Here is a Poem i wrote over the summer called ” Off the Porch”
Off the porch.
“Then do whatever the hell you please “Mama had said
As he stood in the doorway, looking at
The streetlights with the Avenue whistling for him to
Join in the sounds of the dice (1) clacking together. Of
Felons, pimps, and ol’ timers,(2) looking to get lucky off the Steele store
Front security gates.
The reason the crime rate stays the way it do.
Every block on the Avenue oozed with darkness
pulsing with the spark of the jakes. (3)
Checking out the felonies of Blue Hill Ave.
Gloom hung in shadows courtesy of the
Night crawling get ‘em boys.(4)
Just the reason he balanced the razor blade on his tongue
Trying not to dent up the roof of his mouth.
He was free to mix with the clanging brown bagged 40’s(5)
Returning to the muck stained pavement and
The smell of blunt(6) smoke, factory exhaust
Dimming the light show of the traffic
And the flickering lights of Closed or dying Mom and Pop shops. (7)
He was off the porch(8). “Bad as I wanna be, right?”
First time on the Avenue at night without a purpose.
Wasn’t as cool as it looked from the window.
Biggie(9) and Tupac’s(10) Avenues must have been better.
Wasn’t no hoes(11) to be found
That weren’t going to give him
A burn(12) in his hole to remember ‘em by.
Saw it and; Cool to go home, really.
“Fuck you doing out here lil nigga
Face all wrickled up like you
scerd or sumtin, Can tell you ain’t from round here”
Pyro, the street performer who
Blew and swallowed fire at the red lights
And told jokes at the greens, said.
Waiting to cross the street heading back towards home. A
Young teenage girl gripping the top of her daughter’s stroller
Rocked back and forth with laughter. “ He Aint’, built like that,(13)
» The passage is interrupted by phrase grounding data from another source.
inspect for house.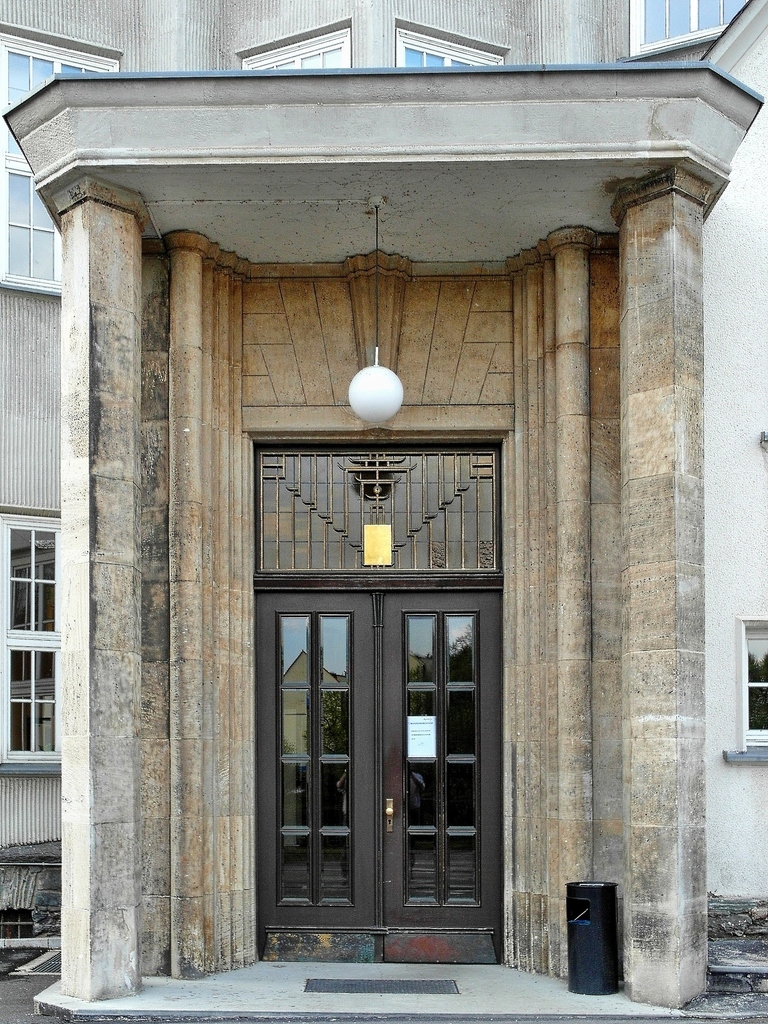
Inspection: {"left": 0, "top": 0, "right": 767, "bottom": 1023}.
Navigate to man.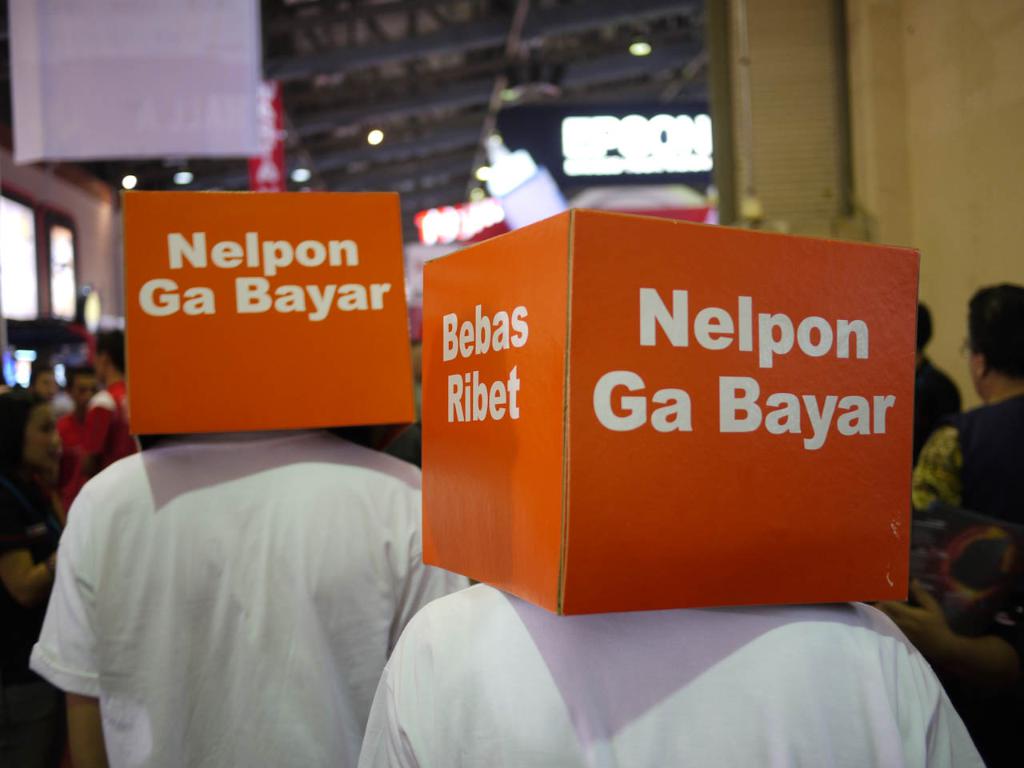
Navigation target: Rect(354, 575, 986, 767).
He’s a shook one,(14)” As he passed her by.
Heading home, he was just glad he had a place to go
Footnotes:
- A way of referring to “Cee-Lo” within urban vernacular. A game played with three dice, commonly gambled upon in urban areas.
- An assorted group of druggy’s and alcoholics usually found hanging out near Taverns or Gas stations and convenient stores. Men usually convinced they know the “real” truths of life.
- Way of referring to the police commonly used amongst urban males from the Boston and New York.
- Young thugs known for robbing people in the very late hours of night or in the early morning.
- A 40 ounce container of beer
- A hollowed out cigar re-rolled with marijuana
- Locally owned small businesses
- No longer under the control of one’s parents
- Arguably the Best rapper to come out of New York
- Arguably the Best rapper to come out of California
- Girls known for being promiscuous
- Slang term for the sexually transmitted disease Chlamydia
- Someone equipped with the knowledge necessary for survival on the streets
- A person considered on the bottom of the urban social food chain slightly higher than a snitch.
September 22, 2009 at 7:50 pm |
Great poem, Marcus. Your language evokes a rich setting and a compelling set of characters–some types, some individuals. You also conjure some of the electricity of the world that the speaker wanders through, like a tourist trying to “pass,” pretending he belongs.
I understood some of the footnoted language, but I confess that I benefited from several of the notes. Annotating “mom and pop shops” seems right: sadly, they are already almost a thing of the past; one hundred years from now, they’ll be relics.